Watchdog Publishes Missing White House E-Mails
has published more than 100 of the "missing e-mails" the disappearance of some five million or more e-mails
CREW, based in Washington, D.C., released a statement Wednesday that summarizes some of the information found in 105 files containing newly released records that the group claims support its charges against the Bush administration. CREW reports that it received the documents it published Wednesday after negotiations with the Obama administration.
While the newly released files are heavily redacted and represent "a small percentage of the promised records," according to CREW, the group claimed that "the documents confirm Bush White House officials knew they were failing to properly archive records and made several attempts to develop an e-mail archiving system" but that "the efforts were either unsuccessful or abandoned for unexplained reasons."
Here are some more highlights from CREW's assessment of the newly released records:
-- The White House discovered that millions of e-mails had disappeared in October 2005.
-- E-mails subpoenaed from Vice President Dick Cheney's office as part of the Valerie Plame Wilson leak investigation were among the missing e-mails. CREW reports that the Office of the Vice President "had particular problems with missing e-mails."
-- After moving from IBM Lotus Notes to Microsoft Outlook and Microsoft Exchange in 2002, the White House attempted several times to develop a comprehensive archiving system for Microsoft-generated e-mail, but never built a complete system.
-- Microsoft, in a February 2004 assessment report on White House e-mail search issues, recommended the White House move off the Automatic Records Management System (ARMS) that was built to archive Lotus Notes e-mail. As of that date, according to Microsoft, "there is no current mechanism to transfer Exchange e-mail into ARMS."
-- There exists a set of contracts with IT vendors and solution providers from June 2003 that appears to be part of a project to build a long-term e-mail archiving solution for the White House called the Electronic Communications Records Management System or ECRMS. Oddly, the ECRMS contracts name the "requisitioning office" as the Executive Office of the President and order products be shipped to the White House's Office of Administration (OA) -- but list the "issuing office" as the Department of the Interior's Mineral Management Service.
-- The contracts include a $32,213 deal with content management software vendor Documentum, which was acquired by EMC in December 2003, and separate deals with a pair of private IT contractors. Silver Spring, Md.-based Symbiont had a $52,419 contract to provide the OA with network cabling infrastructure, while McLean, Va.-based Booz Allen Hamilton had a $1.1 million deal to build the ECRMS.
-- At least one e-mail refers to an "emergency change" to the system for generating tabulations of White House e-mail files, or PST files, while another discusses "unauthorized actions" taking place.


- [ACTIVITY] How many lines in the listing below include the word "point"? Answer with the number and nothing else.

- [MATERIAL SUPPLIED]
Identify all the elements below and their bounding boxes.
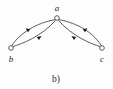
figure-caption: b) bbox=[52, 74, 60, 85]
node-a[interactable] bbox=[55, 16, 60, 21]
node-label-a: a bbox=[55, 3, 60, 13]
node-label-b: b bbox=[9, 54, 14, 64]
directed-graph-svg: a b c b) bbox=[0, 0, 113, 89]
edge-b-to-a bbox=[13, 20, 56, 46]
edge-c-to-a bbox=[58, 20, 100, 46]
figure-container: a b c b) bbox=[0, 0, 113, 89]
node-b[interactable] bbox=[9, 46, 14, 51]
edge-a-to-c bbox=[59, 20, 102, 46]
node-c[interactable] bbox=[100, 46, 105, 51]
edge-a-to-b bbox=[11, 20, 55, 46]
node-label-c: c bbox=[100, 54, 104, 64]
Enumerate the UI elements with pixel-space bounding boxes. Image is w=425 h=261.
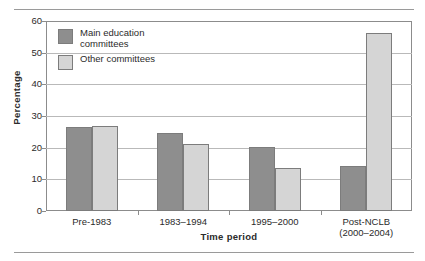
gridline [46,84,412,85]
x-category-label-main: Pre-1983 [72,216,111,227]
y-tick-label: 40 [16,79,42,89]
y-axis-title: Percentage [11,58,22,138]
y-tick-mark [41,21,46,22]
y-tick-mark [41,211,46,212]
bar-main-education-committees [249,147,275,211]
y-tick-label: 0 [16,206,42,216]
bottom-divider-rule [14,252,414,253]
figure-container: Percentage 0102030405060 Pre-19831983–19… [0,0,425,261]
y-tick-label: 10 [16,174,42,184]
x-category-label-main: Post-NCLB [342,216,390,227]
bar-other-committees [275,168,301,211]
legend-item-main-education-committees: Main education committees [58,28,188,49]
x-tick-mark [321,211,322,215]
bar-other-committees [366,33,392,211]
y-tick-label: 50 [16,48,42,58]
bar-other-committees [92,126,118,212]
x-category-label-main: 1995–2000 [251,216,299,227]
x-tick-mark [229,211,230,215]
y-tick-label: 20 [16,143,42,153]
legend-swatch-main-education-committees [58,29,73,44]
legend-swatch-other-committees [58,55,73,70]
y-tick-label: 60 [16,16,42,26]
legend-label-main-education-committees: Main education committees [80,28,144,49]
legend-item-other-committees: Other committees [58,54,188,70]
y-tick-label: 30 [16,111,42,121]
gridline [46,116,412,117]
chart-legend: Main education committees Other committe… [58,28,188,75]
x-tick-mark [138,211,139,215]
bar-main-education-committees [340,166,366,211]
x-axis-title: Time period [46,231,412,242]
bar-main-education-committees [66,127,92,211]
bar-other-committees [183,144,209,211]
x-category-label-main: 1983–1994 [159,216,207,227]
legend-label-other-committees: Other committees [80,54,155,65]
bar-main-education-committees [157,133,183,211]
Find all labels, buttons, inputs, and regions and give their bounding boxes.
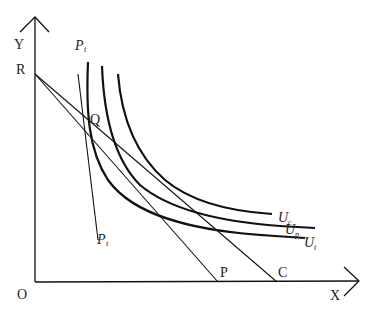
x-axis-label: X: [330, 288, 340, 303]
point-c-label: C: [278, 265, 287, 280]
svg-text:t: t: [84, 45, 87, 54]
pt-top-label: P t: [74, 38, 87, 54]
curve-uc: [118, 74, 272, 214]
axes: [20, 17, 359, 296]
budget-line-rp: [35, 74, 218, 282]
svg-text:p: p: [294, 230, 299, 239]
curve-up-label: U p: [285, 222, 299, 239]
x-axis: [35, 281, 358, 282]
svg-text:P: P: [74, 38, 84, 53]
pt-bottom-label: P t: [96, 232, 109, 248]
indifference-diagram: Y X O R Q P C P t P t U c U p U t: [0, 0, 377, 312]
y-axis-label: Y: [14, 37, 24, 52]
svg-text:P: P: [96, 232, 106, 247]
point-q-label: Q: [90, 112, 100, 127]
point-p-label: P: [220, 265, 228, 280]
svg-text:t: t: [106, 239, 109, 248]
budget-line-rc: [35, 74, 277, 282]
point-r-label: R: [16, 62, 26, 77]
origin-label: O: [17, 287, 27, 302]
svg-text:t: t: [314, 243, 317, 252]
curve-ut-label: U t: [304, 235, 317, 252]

- [COMPLETED TASK] 4